It’s the end of the semester, which means it’s time for some students to figure out that they’ve taken the “wrong” courses for their programs.
This happens every single year.
When it happened at Proprietary U, I couldn’t really blame the students. PU had an odd habit of changing requirements annually, if not faster than that, so it was easy to lose track. (It wasn’t unusual to have three different versions of a curriculum running simultaneously. The scheduling headaches were awful.) Worse, Home Office used to change the requirements without paying attention to total credit hours. The ADHD culture led to all manner of confusion, with the students ultimately paying for it.
Here, that’s less of an issue. Curricula change much more slowly, and there’s no issue of people in one state making rules for people in another without looking at the relevant regs. But still, every year, some students profess themselves shocked to discover that whatever lineup of classes they chose didn’t add up to a program.

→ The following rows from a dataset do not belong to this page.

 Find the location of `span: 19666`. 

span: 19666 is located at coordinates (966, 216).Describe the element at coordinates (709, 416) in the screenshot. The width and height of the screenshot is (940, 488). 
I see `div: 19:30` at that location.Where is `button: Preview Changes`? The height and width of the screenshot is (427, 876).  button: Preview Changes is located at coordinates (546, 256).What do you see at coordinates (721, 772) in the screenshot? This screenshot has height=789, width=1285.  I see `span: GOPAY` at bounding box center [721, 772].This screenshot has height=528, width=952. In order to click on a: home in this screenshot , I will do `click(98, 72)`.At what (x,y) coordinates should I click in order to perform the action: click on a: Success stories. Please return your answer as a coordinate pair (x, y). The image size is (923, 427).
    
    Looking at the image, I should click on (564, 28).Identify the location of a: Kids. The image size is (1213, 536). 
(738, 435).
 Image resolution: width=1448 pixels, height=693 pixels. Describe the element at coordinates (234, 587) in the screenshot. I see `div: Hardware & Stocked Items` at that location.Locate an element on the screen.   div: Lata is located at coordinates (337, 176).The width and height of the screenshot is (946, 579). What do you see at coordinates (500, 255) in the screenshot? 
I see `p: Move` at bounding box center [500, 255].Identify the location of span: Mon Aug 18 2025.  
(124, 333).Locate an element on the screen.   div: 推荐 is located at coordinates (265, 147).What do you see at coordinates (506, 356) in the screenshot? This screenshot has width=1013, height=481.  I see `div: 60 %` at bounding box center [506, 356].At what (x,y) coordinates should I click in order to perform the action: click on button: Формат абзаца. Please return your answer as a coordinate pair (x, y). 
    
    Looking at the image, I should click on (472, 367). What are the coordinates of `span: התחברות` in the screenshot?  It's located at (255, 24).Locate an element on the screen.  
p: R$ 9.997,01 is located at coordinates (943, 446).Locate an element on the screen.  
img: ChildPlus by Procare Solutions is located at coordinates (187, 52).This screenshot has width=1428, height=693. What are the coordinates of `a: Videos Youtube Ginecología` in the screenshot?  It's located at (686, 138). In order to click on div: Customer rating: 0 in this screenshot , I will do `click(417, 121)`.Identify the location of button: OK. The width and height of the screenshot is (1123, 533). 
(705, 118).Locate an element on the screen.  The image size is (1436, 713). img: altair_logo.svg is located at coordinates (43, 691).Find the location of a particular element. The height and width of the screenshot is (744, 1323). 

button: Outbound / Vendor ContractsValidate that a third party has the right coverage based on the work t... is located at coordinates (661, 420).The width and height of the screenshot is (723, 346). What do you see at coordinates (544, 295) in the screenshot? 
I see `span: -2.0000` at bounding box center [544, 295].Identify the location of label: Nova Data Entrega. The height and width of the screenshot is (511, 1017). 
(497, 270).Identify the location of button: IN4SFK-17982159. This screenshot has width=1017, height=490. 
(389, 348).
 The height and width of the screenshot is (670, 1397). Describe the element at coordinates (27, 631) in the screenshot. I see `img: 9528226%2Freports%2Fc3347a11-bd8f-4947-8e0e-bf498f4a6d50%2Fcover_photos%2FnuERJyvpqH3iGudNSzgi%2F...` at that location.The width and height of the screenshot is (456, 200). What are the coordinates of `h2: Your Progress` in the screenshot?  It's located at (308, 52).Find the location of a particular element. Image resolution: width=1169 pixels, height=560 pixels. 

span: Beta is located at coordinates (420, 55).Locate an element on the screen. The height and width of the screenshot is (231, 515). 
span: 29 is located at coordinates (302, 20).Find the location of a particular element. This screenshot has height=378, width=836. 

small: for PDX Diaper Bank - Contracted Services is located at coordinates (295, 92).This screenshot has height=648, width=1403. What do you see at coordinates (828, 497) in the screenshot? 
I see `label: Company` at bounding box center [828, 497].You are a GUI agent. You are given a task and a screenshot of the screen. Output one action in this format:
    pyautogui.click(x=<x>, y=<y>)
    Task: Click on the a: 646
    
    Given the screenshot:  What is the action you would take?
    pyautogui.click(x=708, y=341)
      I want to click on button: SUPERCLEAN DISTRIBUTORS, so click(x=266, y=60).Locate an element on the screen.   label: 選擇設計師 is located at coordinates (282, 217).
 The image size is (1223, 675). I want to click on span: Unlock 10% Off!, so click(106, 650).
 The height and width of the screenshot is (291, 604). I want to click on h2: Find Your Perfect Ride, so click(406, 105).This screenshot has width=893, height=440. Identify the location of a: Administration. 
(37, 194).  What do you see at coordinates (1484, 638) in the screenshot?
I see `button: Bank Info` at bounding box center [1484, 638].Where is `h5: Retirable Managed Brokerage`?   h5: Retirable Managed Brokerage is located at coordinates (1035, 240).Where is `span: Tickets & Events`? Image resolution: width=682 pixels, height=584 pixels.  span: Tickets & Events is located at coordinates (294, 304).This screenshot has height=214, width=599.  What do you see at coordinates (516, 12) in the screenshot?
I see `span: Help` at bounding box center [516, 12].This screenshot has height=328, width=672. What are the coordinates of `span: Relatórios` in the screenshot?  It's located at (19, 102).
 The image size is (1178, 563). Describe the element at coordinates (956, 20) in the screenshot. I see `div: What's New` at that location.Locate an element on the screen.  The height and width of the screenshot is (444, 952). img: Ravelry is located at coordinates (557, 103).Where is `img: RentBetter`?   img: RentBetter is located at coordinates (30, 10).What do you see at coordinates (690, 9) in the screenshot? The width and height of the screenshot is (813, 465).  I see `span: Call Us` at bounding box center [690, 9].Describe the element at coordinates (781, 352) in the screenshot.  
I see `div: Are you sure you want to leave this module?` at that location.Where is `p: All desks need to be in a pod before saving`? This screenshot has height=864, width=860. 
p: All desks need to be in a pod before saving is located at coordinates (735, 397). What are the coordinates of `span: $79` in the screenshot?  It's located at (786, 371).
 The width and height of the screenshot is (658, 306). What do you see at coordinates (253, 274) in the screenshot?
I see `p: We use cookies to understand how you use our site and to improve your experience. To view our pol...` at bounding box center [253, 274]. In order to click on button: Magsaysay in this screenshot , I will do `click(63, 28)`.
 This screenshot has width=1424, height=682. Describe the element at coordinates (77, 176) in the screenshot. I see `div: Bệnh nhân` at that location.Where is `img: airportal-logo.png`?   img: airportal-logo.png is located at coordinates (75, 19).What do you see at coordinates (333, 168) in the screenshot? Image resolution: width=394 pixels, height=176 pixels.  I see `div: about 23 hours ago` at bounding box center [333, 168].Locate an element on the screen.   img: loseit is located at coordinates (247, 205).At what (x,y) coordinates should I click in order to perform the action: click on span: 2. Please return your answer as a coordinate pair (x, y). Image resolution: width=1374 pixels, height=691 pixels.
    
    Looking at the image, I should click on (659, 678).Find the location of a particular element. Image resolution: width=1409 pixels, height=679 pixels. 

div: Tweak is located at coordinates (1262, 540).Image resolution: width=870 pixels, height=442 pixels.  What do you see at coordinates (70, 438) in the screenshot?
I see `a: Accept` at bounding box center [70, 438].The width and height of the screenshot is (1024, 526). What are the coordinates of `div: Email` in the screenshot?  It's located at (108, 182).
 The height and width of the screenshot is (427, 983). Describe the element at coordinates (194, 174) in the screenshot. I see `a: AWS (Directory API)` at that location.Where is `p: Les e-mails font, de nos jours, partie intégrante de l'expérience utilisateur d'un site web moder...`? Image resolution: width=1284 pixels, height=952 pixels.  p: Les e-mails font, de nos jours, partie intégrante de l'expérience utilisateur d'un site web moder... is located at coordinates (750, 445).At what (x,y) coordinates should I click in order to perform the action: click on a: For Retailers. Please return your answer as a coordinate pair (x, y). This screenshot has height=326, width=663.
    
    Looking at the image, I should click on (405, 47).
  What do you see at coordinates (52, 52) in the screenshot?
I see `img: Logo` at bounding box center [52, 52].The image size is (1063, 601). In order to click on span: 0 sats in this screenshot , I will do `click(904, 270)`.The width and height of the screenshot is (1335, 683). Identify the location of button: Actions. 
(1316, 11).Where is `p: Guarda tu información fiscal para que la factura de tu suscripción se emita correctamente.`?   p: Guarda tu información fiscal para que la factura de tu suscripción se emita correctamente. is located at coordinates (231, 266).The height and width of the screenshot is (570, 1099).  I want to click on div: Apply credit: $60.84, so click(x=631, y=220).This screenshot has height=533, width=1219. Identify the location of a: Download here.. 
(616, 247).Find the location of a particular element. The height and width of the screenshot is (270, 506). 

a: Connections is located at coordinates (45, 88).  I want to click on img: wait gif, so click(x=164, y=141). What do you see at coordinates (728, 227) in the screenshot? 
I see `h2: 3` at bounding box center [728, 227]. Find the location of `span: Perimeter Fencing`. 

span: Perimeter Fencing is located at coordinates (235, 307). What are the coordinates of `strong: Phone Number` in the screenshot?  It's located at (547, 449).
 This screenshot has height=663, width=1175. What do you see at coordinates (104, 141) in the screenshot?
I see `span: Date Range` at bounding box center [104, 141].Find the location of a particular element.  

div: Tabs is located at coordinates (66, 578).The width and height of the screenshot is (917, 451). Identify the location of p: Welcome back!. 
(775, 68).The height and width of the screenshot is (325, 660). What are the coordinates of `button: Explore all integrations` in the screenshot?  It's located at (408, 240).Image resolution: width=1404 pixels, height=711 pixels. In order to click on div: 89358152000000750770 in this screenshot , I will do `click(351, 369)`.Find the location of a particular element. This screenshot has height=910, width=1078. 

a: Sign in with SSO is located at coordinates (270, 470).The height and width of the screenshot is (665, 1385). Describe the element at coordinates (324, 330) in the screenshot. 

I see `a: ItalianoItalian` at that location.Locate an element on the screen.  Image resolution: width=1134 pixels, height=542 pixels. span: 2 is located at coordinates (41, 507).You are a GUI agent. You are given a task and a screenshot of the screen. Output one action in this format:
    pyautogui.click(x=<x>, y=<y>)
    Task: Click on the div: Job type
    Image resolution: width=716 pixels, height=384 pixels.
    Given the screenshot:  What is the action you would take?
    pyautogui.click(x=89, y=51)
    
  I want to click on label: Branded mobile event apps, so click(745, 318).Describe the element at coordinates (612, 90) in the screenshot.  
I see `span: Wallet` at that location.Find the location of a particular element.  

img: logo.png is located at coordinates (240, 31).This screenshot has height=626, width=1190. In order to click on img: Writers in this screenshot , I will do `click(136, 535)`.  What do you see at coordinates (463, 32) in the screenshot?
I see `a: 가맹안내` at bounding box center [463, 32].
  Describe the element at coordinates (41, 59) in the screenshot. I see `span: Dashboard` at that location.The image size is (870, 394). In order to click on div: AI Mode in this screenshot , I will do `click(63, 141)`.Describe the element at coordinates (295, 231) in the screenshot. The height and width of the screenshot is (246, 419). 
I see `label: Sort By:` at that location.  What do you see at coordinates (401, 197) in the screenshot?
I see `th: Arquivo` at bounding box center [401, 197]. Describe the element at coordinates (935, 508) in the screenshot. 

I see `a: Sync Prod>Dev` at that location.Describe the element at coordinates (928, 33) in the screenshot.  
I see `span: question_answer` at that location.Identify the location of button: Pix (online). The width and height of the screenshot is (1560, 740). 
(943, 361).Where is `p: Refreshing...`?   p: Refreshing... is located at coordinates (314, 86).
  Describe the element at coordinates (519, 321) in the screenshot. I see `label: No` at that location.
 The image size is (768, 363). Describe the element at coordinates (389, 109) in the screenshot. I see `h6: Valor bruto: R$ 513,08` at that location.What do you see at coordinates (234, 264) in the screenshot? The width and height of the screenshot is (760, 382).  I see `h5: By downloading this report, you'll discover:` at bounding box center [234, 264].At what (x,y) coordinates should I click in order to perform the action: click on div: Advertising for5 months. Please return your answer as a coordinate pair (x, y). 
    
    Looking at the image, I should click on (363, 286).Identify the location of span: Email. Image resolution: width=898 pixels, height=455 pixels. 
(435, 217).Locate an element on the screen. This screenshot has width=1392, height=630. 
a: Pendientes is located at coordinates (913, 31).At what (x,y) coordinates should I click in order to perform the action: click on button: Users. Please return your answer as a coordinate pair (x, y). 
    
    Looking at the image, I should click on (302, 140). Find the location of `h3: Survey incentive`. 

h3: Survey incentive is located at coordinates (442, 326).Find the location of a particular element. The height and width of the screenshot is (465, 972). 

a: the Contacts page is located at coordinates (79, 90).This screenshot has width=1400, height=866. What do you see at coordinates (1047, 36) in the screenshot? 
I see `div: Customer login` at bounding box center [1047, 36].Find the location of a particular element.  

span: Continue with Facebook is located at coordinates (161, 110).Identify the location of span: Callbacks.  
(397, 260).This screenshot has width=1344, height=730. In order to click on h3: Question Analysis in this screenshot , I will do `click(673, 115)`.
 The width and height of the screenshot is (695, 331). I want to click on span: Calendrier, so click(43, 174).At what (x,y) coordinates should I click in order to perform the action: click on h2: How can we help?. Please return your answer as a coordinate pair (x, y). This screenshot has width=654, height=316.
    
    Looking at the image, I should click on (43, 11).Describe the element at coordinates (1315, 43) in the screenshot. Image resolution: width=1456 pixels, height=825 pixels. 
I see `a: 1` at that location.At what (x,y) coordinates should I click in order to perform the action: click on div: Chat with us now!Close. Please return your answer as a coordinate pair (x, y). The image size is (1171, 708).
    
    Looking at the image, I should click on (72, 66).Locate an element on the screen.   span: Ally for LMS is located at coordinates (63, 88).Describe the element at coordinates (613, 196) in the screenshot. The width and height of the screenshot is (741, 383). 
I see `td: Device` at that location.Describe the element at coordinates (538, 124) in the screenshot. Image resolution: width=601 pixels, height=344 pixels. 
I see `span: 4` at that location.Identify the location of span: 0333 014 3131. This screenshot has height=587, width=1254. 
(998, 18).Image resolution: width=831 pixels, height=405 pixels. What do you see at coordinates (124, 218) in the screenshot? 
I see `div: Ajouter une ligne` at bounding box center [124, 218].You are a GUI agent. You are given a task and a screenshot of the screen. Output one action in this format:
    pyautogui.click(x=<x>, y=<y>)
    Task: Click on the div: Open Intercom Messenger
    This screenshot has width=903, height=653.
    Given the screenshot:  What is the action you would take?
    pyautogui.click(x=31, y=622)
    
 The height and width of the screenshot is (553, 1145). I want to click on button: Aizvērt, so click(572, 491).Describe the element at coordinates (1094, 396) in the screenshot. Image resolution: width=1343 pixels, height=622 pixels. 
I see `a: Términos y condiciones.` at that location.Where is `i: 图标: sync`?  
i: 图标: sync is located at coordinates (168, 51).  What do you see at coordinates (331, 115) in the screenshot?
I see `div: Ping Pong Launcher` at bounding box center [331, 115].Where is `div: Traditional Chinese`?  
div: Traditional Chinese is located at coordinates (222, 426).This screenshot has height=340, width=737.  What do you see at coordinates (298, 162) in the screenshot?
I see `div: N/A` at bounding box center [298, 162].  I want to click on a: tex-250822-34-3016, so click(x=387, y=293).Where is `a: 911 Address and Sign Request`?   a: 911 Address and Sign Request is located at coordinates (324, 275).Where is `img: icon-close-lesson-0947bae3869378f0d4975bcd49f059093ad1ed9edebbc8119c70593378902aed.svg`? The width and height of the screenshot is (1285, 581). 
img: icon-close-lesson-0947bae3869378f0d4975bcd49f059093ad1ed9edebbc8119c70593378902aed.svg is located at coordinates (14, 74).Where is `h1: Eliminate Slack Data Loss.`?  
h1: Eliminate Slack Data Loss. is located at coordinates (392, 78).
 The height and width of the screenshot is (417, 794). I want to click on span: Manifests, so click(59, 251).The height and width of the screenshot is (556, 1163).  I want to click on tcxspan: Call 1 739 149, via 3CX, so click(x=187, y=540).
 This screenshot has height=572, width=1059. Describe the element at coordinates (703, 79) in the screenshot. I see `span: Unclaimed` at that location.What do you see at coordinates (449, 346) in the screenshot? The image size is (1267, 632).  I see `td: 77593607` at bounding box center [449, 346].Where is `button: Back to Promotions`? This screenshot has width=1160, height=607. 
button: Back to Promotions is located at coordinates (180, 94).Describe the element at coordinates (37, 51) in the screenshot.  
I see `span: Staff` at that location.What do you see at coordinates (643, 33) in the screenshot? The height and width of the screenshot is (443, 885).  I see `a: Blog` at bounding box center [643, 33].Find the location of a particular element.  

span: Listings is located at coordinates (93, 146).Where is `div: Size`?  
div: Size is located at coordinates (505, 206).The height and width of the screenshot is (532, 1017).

In my first few months of administration, I was surprised every time the question came up. Now, not so much.
Typically, confusion arises from any of several sources.
1. Curricular change. That’s still relevant when you have a student who started many years ago, took some time off, and returned, with the requirements having changed while she was away.
2. Inattention to advisement. “My advisor never told me” frequently translates to “I wasn’t paying attention when my advisor told me.”
3. Inattentive advisors. Yes, sometimes advisors get it wrong. The most frustrating cases are the ones in which they get defensive and try to explain that they’re actually right.
4. Procrastination. Some students will try to put off their math classes until the last possible moment, not noticing that they’ve placed into developmental courses. That means that instead of just needing the one class, they need a sequence of classes that can’t be taken together. There’s no elegant way out of this, once it happens.
5. Changing majors. Courses that counted towards the first major may or may not count towards the second. Students don’t always catch that, though.
6. Scheduling. This is usually the easiest to work around, assuming you aren’t in California. Sometimes a student will need a social science elective on a Tuesday night, but we don’t have one she hasn’t already taken on a Tuesday. In consultation with advisors, they can usually find an acceptable substitute. (For a business major, does “Early Modern History” seem like a viable substitute for “The Middle Ages?” I took the position that it did.) If they play their cards right, we just fill out “course substitution forms” and call it good. Of course, the substitutions have to be academically defensible. One literature elective for another is typically fine, but I’ve shot down requests to substitute literature for engineering.
Where this approach falls flat is where students can’t get anything resembling anything they need. In a case like California’s, in which colleges have waitlists thousands deep, there’s often no reasonable substitution available. Happily, that’s not my world.
My free advice to students and prospective students out there is to keep a checklist of course requirements from your very first semester forward. When you see your academic advisor, bring the checklist and go through it. It’s sooooo much easier to make adjustments to courses you haven’t taken yet than it is to find funding for an extra semester to make up for that one requirement you somehow missed.
And for the love of all that’s good, don’t put off your math. It won’t get any easier.
Wise and worldly readers, have you seen other ways that students wind up with courses that don’t quite add up to a program?